Total deployment time: 14 days from contract signature to live across all six systems.
Results: One Semester
47%
reduction in HR information-seeking tickets
38%
reduction in IT policy and procedure tickets
< 2 min
median time-to-answer for self-served staff queries
91%
staff satisfaction with Workplace Search experience
HR Help Desk
At the end of Semester 2 — approximately 14 weeks post-deployment — HR information-seeking ticket volume had fallen 47% compared to the equivalent semester of the prior year: from an average of 85 information-seeking tickets per week to 45. Total HR ticket volume fell 22% — the reduction in information-seeking tickets was partially offset by a modest increase in complex, individual-circumstance queries (consistent with staff now self-serving simple policy questions and reserving HR contact for genuinely complex situations).
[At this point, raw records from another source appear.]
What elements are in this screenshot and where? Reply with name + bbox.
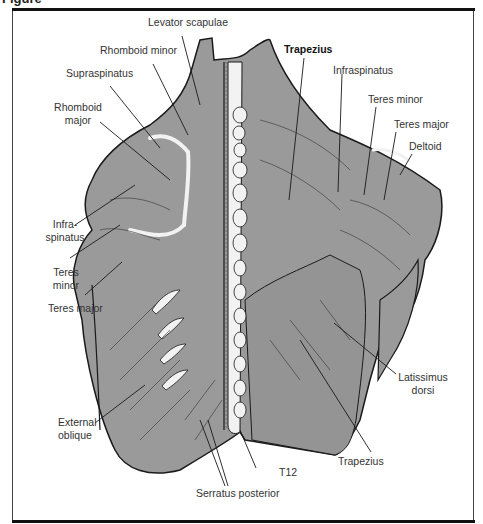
label-latissimus-dorsi-line1: Latissimus bbox=[395, 371, 451, 384]
label-infraspinatus-left: Infra- spinatus bbox=[40, 218, 90, 244]
label-rhomboid-major-line2: major bbox=[48, 114, 108, 127]
label-trapezius-top: Trapezius bbox=[284, 43, 332, 56]
label-trapezius-bottom: Trapezius bbox=[338, 455, 384, 468]
label-teres-minor-left-line2: minor bbox=[46, 279, 86, 292]
label-levator-scapulae: Levator scapulae bbox=[148, 16, 228, 29]
label-external-oblique: External oblique bbox=[58, 416, 97, 442]
label-supraspinatus: Supraspinatus bbox=[66, 67, 133, 80]
label-external-oblique-line1: External bbox=[58, 416, 97, 429]
label-teres-major-left: Teres major bbox=[48, 302, 103, 315]
label-latissimus-dorsi-line2: dorsi bbox=[395, 384, 451, 397]
label-teres-minor-right: Teres minor bbox=[368, 93, 423, 106]
label-rhomboid-minor: Rhomboid minor bbox=[100, 44, 177, 57]
label-teres-minor-left: Teres minor bbox=[46, 266, 86, 292]
label-latissimus-dorsi: Latissimus dorsi bbox=[395, 371, 451, 397]
label-teres-major-right: Teres major bbox=[394, 118, 449, 131]
label-deltoid: Deltoid bbox=[409, 140, 442, 153]
label-teres-minor-left-line1: Teres bbox=[46, 266, 86, 279]
label-infraspinatus-right: Infraspinatus bbox=[333, 64, 393, 77]
label-rhomboid-major: Rhomboid major bbox=[48, 101, 108, 127]
label-rhomboid-major-line1: Rhomboid bbox=[48, 101, 108, 114]
label-external-oblique-line2: oblique bbox=[58, 429, 97, 442]
label-infraspinatus-left-line2: spinatus bbox=[40, 231, 90, 244]
label-serratus-posterior: Serratus posterior bbox=[196, 487, 279, 500]
label-infraspinatus-left-line1: Infra- bbox=[40, 218, 90, 231]
label-t12: T12 bbox=[279, 466, 297, 479]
The HR team lead reported that the character of tickets had changed qualitatively, not just quantitatively. 'The tickets we receive now are the ones we should be receiving — situations that actually need an HR professional's judgement, not a link to a document.'
IT Help Desk
IT procedure and knowledge base tickets fell 38% over the same period. The IT service manager noted an additional benefit: the Workplace Search deployment had surfaced 47 outdated knowledge base articles — items that appeared in search results but generated staff feedback indicating the information was wrong or superseded. The search analytics dashboard showed these as high-click items with low satisfaction ratings (tracked through a simple 'was this helpful?' feedback widget on the results page). The IT team updated or retired all 47 articles within 30 days of identification.
Staff Experience
A staff survey conducted at the end of the semester collected 1,420 responses — 27% of permanent staff. Ninety-one percent rated Workplace Search as 'useful' or 'very useful'. The median reported time to find a policy or procedure through Workplace Search was under 2 minutes, compared to a median of 'more than 15 minutes' reported for the previous intranet search — with 34% of respondents indicating they had previously given up and raised a ticket rather than continuing to search.
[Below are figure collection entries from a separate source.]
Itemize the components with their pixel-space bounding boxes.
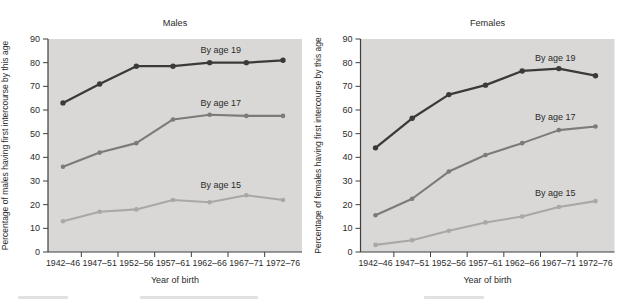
- x-axis-title: Year of birth: [463, 275, 511, 285]
- data-point-by-age-17: [244, 114, 249, 119]
- data-point-by-age-15: [281, 198, 286, 203]
- caption-mark: [18, 296, 68, 299]
- data-point-by-age-17: [410, 196, 415, 201]
- males-chart: Males01020304050607080901942–461947–5119…: [0, 0, 312, 304]
- data-point-by-age-19: [170, 64, 175, 69]
- y-tick-label: 10: [342, 223, 352, 233]
- females-chart: Females01020304050607080901942–461947–51…: [312, 0, 625, 304]
- x-tick-label: 1942–46: [358, 258, 392, 268]
- data-point-by-age-15: [520, 214, 525, 219]
- data-point-by-age-19: [446, 92, 451, 97]
- data-point-by-age-17: [520, 141, 525, 146]
- data-point-by-age-15: [97, 209, 102, 214]
- data-point-by-age-19: [207, 60, 212, 65]
- y-tick-label: 80: [342, 58, 352, 68]
- data-point-by-age-17: [447, 169, 452, 174]
- y-tick-label: 70: [30, 81, 40, 91]
- data-point-by-age-15: [483, 220, 488, 225]
- y-tick-label: 80: [30, 58, 40, 68]
- y-tick-label: 60: [30, 105, 40, 115]
- data-point-by-age-17: [97, 150, 102, 155]
- data-point-by-age-17: [134, 141, 139, 146]
- x-tick-label: 1957–61: [156, 258, 190, 268]
- x-tick-label: 1957–61: [468, 258, 502, 268]
- data-point-by-age-19: [134, 64, 139, 69]
- x-tick-label: 1947–51: [83, 258, 117, 268]
- y-tick-label: 40: [342, 152, 352, 162]
- data-point-by-age-17: [557, 128, 562, 133]
- data-point-by-age-19: [373, 145, 378, 150]
- caption-mark: [424, 296, 484, 299]
- y-tick-label: 0: [35, 247, 40, 257]
- males-chart-svg: Males01020304050607080901942–461947–5119…: [0, 0, 312, 304]
- y-tick-label: 30: [30, 176, 40, 186]
- y-tick-label: 90: [30, 34, 40, 44]
- series-annotation-by-age-19: By age 19: [200, 45, 241, 55]
- x-tick-label: 1972–76: [266, 258, 300, 268]
- cropped-caption-fragment: [0, 296, 625, 301]
- y-tick-label: 50: [342, 129, 352, 139]
- x-tick-label: 1952–56: [432, 258, 466, 268]
- data-point-by-age-19: [483, 82, 488, 87]
- series-annotation-by-age-17: By age 17: [200, 98, 241, 108]
- y-tick-label: 70: [342, 81, 352, 91]
- x-tick-label: 1952–56: [119, 258, 153, 268]
- data-point-by-age-15: [593, 199, 598, 204]
- y-tick-label: 10: [30, 223, 40, 233]
- data-point-by-age-17: [373, 213, 378, 218]
- data-point-by-age-15: [447, 228, 452, 233]
- x-tick-label: 1962–66: [505, 258, 539, 268]
- data-point-by-age-17: [281, 114, 286, 119]
- data-point-by-age-17: [483, 153, 488, 158]
- data-point-by-age-17: [207, 112, 212, 117]
- plot-area: [48, 39, 302, 252]
- data-point-by-age-19: [409, 116, 414, 121]
- data-point-by-age-19: [97, 81, 102, 86]
- data-point-by-age-15: [557, 205, 562, 210]
- caption-mark: [140, 296, 258, 299]
- series-annotation-by-age-17: By age 17: [535, 112, 576, 122]
- series-annotation-by-age-15: By age 15: [535, 188, 576, 198]
- y-tick-label: 50: [30, 129, 40, 139]
- x-tick-label: 1947–51: [395, 258, 429, 268]
- data-point-by-age-15: [410, 238, 415, 243]
- data-point-by-age-15: [244, 193, 249, 198]
- y-axis-title: Percentage of females having first inter…: [313, 37, 323, 254]
- y-tick-label: 20: [342, 200, 352, 210]
- y-tick-label: 90: [342, 34, 352, 44]
- x-axis-title: Year of birth: [151, 275, 199, 285]
- y-axis-title: Percentage of males having first interco…: [0, 41, 10, 251]
- data-point-by-age-15: [373, 243, 378, 248]
- dual-line-chart-figure: Males01020304050607080901942–461947–5119…: [0, 0, 625, 304]
- data-point-by-age-19: [280, 58, 285, 63]
- series-annotation-by-age-19: By age 19: [535, 53, 576, 63]
- data-point-by-age-19: [244, 60, 249, 65]
- data-point-by-age-15: [134, 207, 139, 212]
- data-point-by-age-15: [207, 200, 212, 205]
- y-tick-label: 60: [342, 105, 352, 115]
- x-tick-label: 1967–71: [542, 258, 576, 268]
- y-tick-label: 40: [30, 152, 40, 162]
- data-point-by-age-15: [61, 219, 66, 224]
- females-chart-svg: Females01020304050607080901942–461947–51…: [312, 0, 625, 304]
- data-point-by-age-19: [556, 66, 561, 71]
- data-point-by-age-17: [61, 165, 66, 170]
- data-point-by-age-15: [171, 198, 176, 203]
- x-tick-label: 1942–46: [46, 258, 80, 268]
- data-point-by-age-19: [519, 68, 524, 73]
- y-tick-label: 0: [347, 247, 352, 257]
- y-tick-label: 20: [30, 200, 40, 210]
- x-tick-label: 1962–66: [193, 258, 227, 268]
- series-annotation-by-age-15: By age 15: [200, 180, 241, 190]
- y-tick-label: 30: [342, 176, 352, 186]
- chart-title: Females: [470, 18, 506, 28]
- x-tick-label: 1972–76: [578, 258, 612, 268]
- chart-title: Males: [163, 18, 188, 28]
- data-point-by-age-17: [171, 117, 176, 122]
- x-tick-label: 1967–71: [229, 258, 263, 268]
- data-point-by-age-19: [593, 73, 598, 78]
- data-point-by-age-17: [593, 124, 598, 129]
- data-point-by-age-19: [60, 100, 65, 105]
"I spent 20 minutes trying to find the flexible work arrangement form last year. I gave up and raised an IT ticket. It took three days to get a response that just contained a link. Now I type 'flexible work form' and I have it in five seconds. I can't overstate how much time this saves."
— Professional staff member, Faculty of Engineering
Onboarding: The Compounding Benefit
The deployment's impact on new staff onboarding was an anticipated benefit that proved larger than projected. New staff — unfamiliar with the institution's systems, policies, and procedures — generate disproportionately high help desk ticket volume in their first 90 days. With Workplace Search available from day one of their intranet access, new staff in Semester 2 generated 52% fewer HR and IT information tickets in their first 90 days than the equivalent cohort onboarded in the prior year.
The People and Culture team attributed this to new staff's confidence in self-service: when a single search bar returns accurate, cited answers to any policy or procedure question, new staff attempt self-service first. When self-service fails (which it did for genuinely complex queries), they then escalate. The prior pattern — attempting intranet search, failing, and immediately raising a ticket — was replaced by a more graduated self-service behaviour that substantially reduced the help desk burden during the highest-cost period of the employment lifecycle.